It's the first night of our visit last November.
I've just settled Evangeline into her guest house next door, making sure that, as a first time visitor, for her first ever night in Thailand, she has everything she needs. Now I'm back in my own room trying to think.
It's always a tricky bit of time, this arrival-and-straight-to-bed-thing. It's approximately 30 hours door to door; 30 hours since we left our own beds; 30 hours since we had a place to stretch right out and lay down. Jet lag is definitely in play and for us it's really only lunch time. But the fatigue and general sense of disorientation makes it hard to unpack the barest of things we'll need for the morning, before collapsing into a desperately needed sleep.
Maybe that's why I don't see it on my way out to put something in the garbage can on the porch.
With bare feet - of course, it's Thailand - I open my door to the warm night outside to get rid of the plastic wrap around the toilet paper. I do have a garbage indoors, but it's small and I'd rather not fill it up with this one thing.
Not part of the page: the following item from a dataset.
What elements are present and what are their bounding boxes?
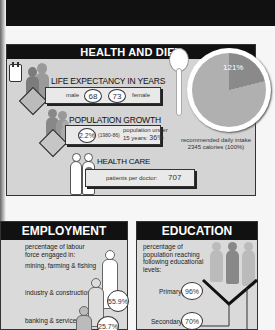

Only on the way back do I see a mostly-legs, small-plum-sized spider poised smack in the middle of the threshold I had just crossed. In bare feet. At least I think it's a spider. And I think it's alive. Not really sure because it's not moving, and it's a little dark in the doorway. Never mind. It's big enough that I'd rather be certain of its demise before I climb into bed.
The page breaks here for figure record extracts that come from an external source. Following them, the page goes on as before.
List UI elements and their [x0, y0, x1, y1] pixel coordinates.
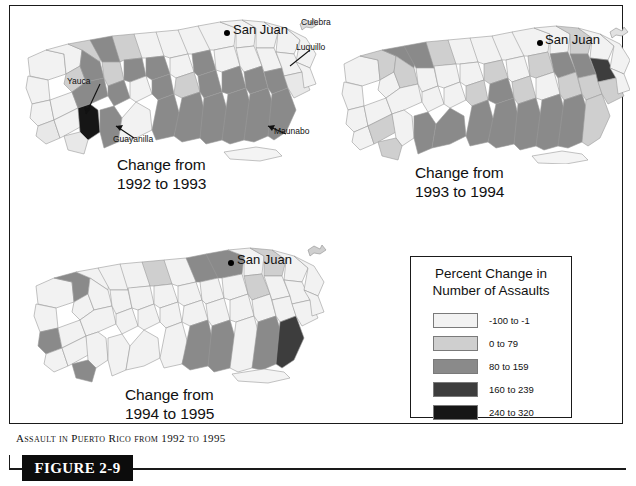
legend-row: 160 to 239 [433, 380, 571, 400]
legend-row: 240 to 320 [433, 403, 571, 423]
legend-row: 0 to 79 [433, 334, 571, 354]
map-1-label-luquillo: Luquillo [296, 42, 325, 52]
legend-label-1: -100 to -1 [489, 315, 530, 326]
legend-swatch-4 [433, 382, 478, 397]
figure-caption: Assault in Puerto Rico from 1992 to 1995 [16, 432, 226, 444]
map-1-label-culebra: Culebra [301, 17, 331, 27]
legend-swatch-3 [433, 359, 478, 374]
map-2-title: Change from 1993 to 1994 [415, 164, 504, 202]
map-1-label-maunabo: Maunabo [274, 126, 309, 136]
legend-swatch-5 [433, 405, 478, 420]
figure-number-elbow [9, 455, 23, 469]
map-1-title: Change from 1992 to 1993 [117, 156, 206, 194]
legend-row: -100 to -1 [433, 311, 571, 331]
figure-number-text: FIGURE 2-9 [34, 460, 120, 477]
legend-label-4: 160 to 239 [489, 384, 534, 395]
map-1-label-guayanilla: Guayanilla [113, 134, 153, 144]
map-1-san-juan-dot [224, 30, 230, 36]
map-1-label-san-juan: San Juan [233, 22, 288, 37]
legend-label-3: 80 to 159 [489, 361, 529, 372]
legend-label-2: 0 to 79 [489, 338, 518, 349]
legend-rows: -100 to -1 0 to 79 80 to 159 160 to 239 … [411, 311, 571, 423]
legend-swatch-1 [433, 313, 478, 328]
map-2-label-san-juan: San Juan [545, 32, 600, 47]
figure-page: San Juan Culebra Luquillo Maunabo Yauca … [0, 0, 636, 486]
legend-label-5: 240 to 320 [489, 407, 534, 418]
legend-row: 80 to 159 [433, 357, 571, 377]
map-3-label-san-juan: San Juan [237, 252, 292, 267]
figure-frame: San Juan Culebra Luquillo Maunabo Yauca … [9, 5, 623, 424]
legend-swatch-2 [433, 336, 478, 351]
figure-number-box: FIGURE 2-9 [22, 455, 133, 481]
map-3-title: Change from 1994 to 1995 [125, 386, 214, 424]
legend: Percent Change in Number of Assaults -10… [410, 256, 572, 418]
map-1-label-yauca: Yauca [67, 76, 90, 86]
map-3-san-juan-dot [228, 260, 234, 266]
map-2-san-juan-dot [537, 40, 543, 46]
legend-title: Percent Change in Number of Assaults [411, 266, 571, 300]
No one else is around. Suradet and Yupa have gone back to Hot Springs. And I'm certainly not calling them back to squish a spider, even the size that it is. I do not see any tell-tale bright colours to warn me that it's particularly poisonous. So I take my flip flop and smack it dead.
It takes two smacks.
And then.
It's not squished down as a spider. In its eviscerated state, it's all spread out and elongated and not a spider at all.
It's a scorpion.
I've seen four scorpions, total, in all my visits to Thailand. One in the shower just as I was finishing. One running out from between my feet as I sat on the bench under the dining shelter. One very large and very dead, being devoured by about 7 million fire ants. And this one.
So, yeah. There are scorpions here. Not an every day occurrence, but still. And this one. This one I should have stepped on. In my bare feet.
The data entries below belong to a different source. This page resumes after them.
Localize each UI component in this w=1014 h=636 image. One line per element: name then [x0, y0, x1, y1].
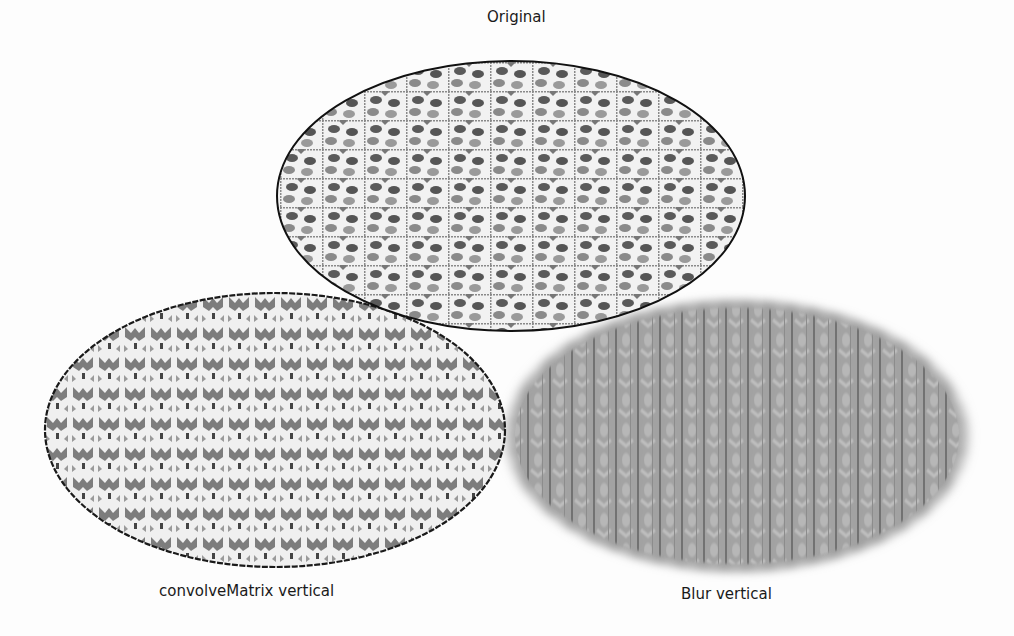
blur-vertical-label: Blur vertical	[681, 585, 772, 603]
canvas	[0, 0, 1014, 636]
original-ellipse	[277, 61, 745, 331]
original-label: Original	[487, 8, 546, 26]
blur-vertical-ellipse	[507, 300, 967, 572]
convolve-matrix-label: convolveMatrix vertical	[159, 582, 334, 600]
convolve-matrix-ellipse	[45, 293, 505, 567]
The reason I thought it was a spider was because it was actually curled up over itself in striking pose. Clearly I had come close. Did I mention I was in bare feet?
A deep breath-sigh escapes from me involuntarily. I pause for some somber reflection. And then a thank You. Again, thank You.
I mention to God that this was a rather disconcerting thing to happen on the very first night, flick away the remains of my close encounter using my flip flop, roll up a towel under the door, and go to bed.
There's a song we sing at Highview by the Robbie Seay Band. It's titled "Rise" and it's a call to give ourselves away for love. The song itself is full of contrasts, starting with an invitation to just be in the moment, be still, be here, be now. But it builds to this reckless declaration that takes the worshiper to a defiant statement of truth for anyone who dares to give themselves away like this.
"We're not safe! We're not safe! But we will rise!"
Before the scorpion on my threshold, almost a year before, for some insane reason, I chose Perpetua as the subject of a research assignment in my History of Christianity course. It was insane because Perpetua was a martyr, a nursing mother who chose to be gored and torn to pieces by a mad bull rather than disown her Jesus.
Researching martyrs is a grim business. When I was finished the assignment I knew I was done with the subject for some time. Let's talk about the something happier pa-lease! But I also took away a new respect for the fact that those who first called themselves Christians did so in the face of certain persecution, the likes of which make a scorpion encounter just an interesting story.
Even so, we all face the dangers, those determined enough to follow wherever God would lead us. Whether to a far away place with dangerous vermin, or into virus-infected epidemic zones, or the classroom of a violence-prone school, or a group therapy gathering of sexual offenders, or the bedside of a dying friend, or behind the pulpit of a trusting congregation, or into the lives of teenagers with chaotic homes, or alongside the darkness of depression, or around the table of hostile family, or within the circle of warriors brave enough to pray against the enemy.
We subject our bare feet and bare hearts to no end of harm.
We do. Or else we just stay home.
We're not safe. Safety is an illusion. That is, if we're willing to rise and give ourselves away in any capacity whatsoever.
I head back to the scarce-but-still-there scorpions on February 6th. But I also head back to 26 incredible children and their heroic parents and caregivers, to rise with them and give and receive the love that makes it all make sense.
Of course I'll be careful. I'll make sure all my vaccinations are up to date, take my Dukoral, travel with my ID and wallet close to my body. When I get there I will wear copious amounts of insect repellent, put on my seat belt, only drink bottled water, keep my eyes out for the vermin, and listen to the cautions of Yupa when she tells me the coffee is dangerous (that's another, lighter-side story though).
But climbing into bed that night that the scorpion was on my threshold, I knew again without question, safe or not, this is what God has called me to do for this time of my life.
I don't think that I'm particularly brave. I just know there's no other place I'd rather be than where God has compelled me to go.